Arty and Joe explained how they had met him.
‘Didn’t you know we were looking for him? Didn’t you hear the wireless? Every policeman in the country has been looking for him.’
Joe widened his eyes to feign surprise. ‘We didn’t know,’ he said. ‘We haven’t got any wireless. There’s a telephone there. Old Tom could ha’ told us. He didn’t say anything about it.’
‘How did you find out he was here?’ Arty asked.
‘We had a couple of reports. Old Tom, and Red Flaherty from the Blue told the storekeeper at Bruce Bay. This kid’s a menace. He burnt his house down. He’s got to go before the Children’s Court.’
‘No kid’s a menace,’ Joe said. ‘You jus’ got to handle them the right way.’
‘Don’t make any mistake about this one.’
‘You ask Arty then. Arty—have we had any trouble with him?’
‘He’s been a bloody good kid, I don’t care what you say,’ Arty said. ‘Listen, Sergeant. He’ll come back with us. Give us a couple of days and we’ll land back at Coal Flat with him and hand him over to old Rae.’
The constable wasn’t used to much trouble in his district. He was so pally with his neighbours that it hurt him when now and again he had to act against them, even when he made a routine raid of the pub after hours. The sergeant, too, prided himself on knowing how to handle a situation tactfully. He would have liked to take their assurance that they would get Peter back home within a few days. But there had been so much publicity that he was afraid of a blister if anything went wrong.

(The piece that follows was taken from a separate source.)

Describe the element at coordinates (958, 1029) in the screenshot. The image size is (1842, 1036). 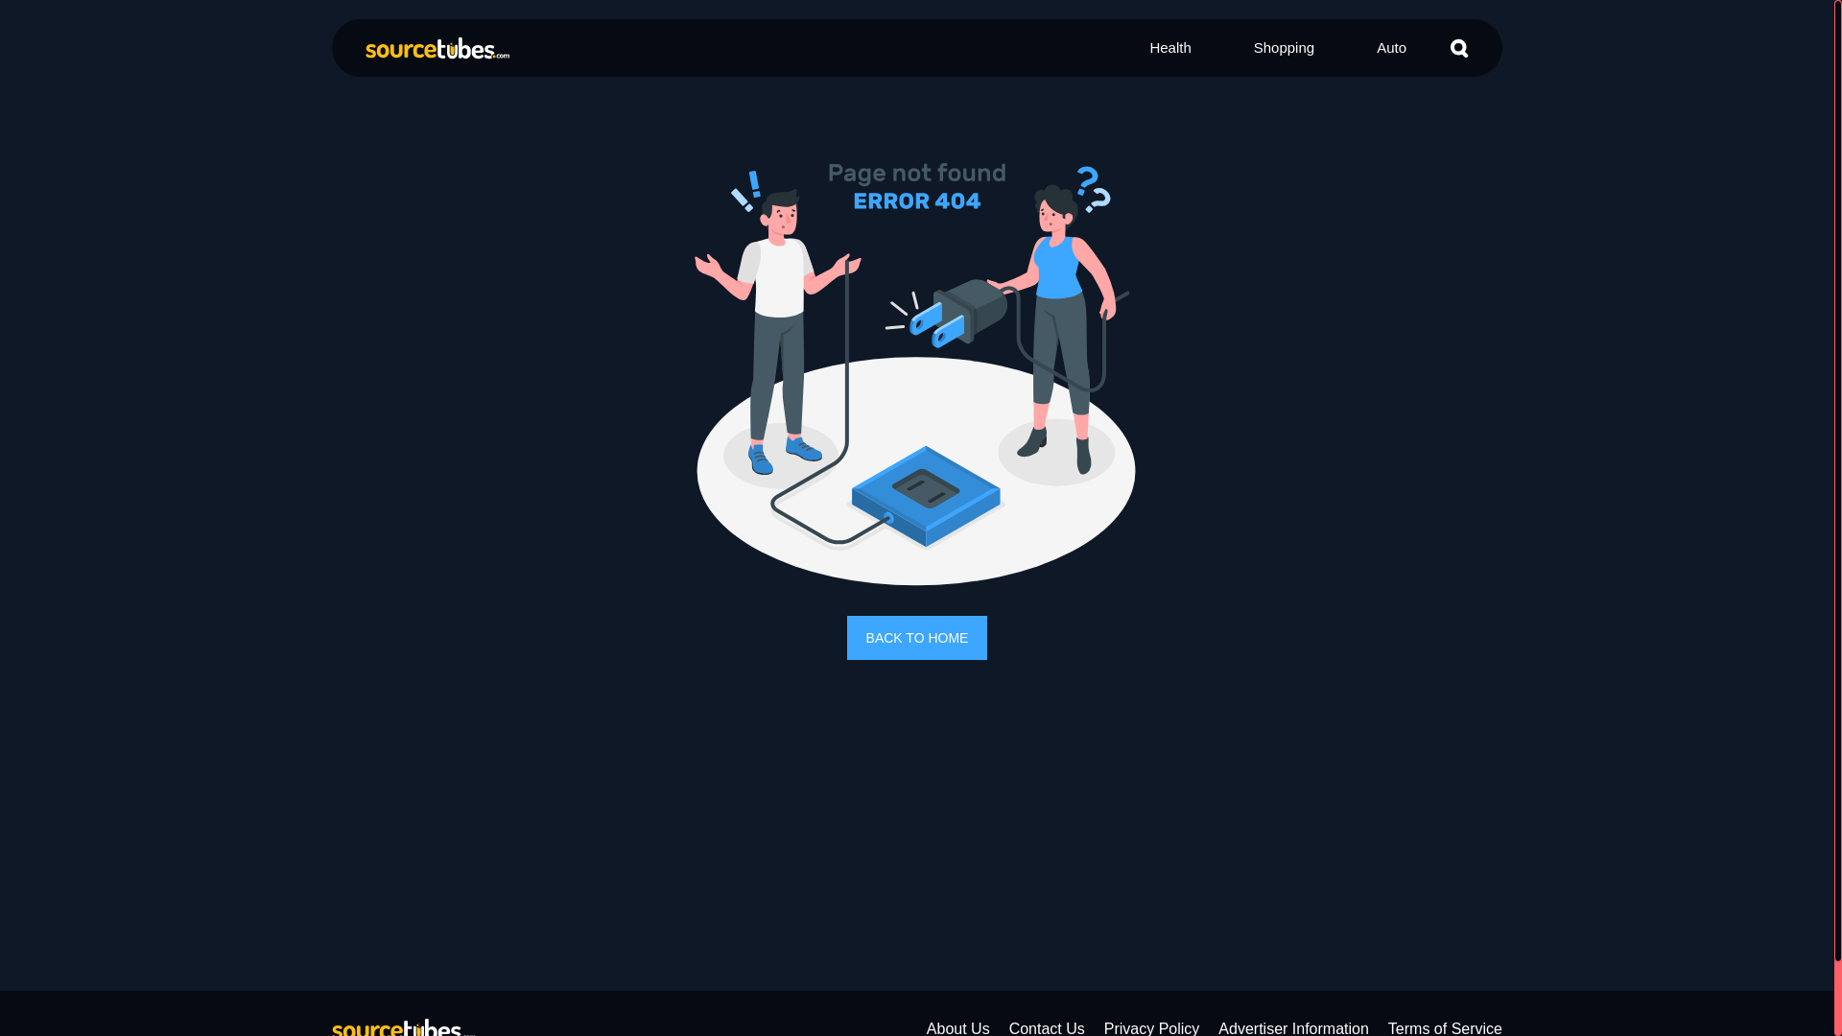
I see `About Us` at that location.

‘It’s no good,’ he said. ‘It’s not allowed.’ After a good deal of argument they hit on a compromise. Arty would go with the sergeant and Peter and fly out. The constable would tramp with Joe to Paringa and ride back to Whataroa.
Joe went upstream and whistled for Peter who peered stealthily out of a maanuka clump. ‘Arty’ll go with you,’ Joe said. But Peter was doubtful and kept his distance from the policeman. Joe and Arty between them talked him round.
They saw Joe and the constable across the Maori, and they set off down the long strand of grass, Peter slipping back into his old familiar sullenness. He was like a soldier returning from leave to a camp he hates.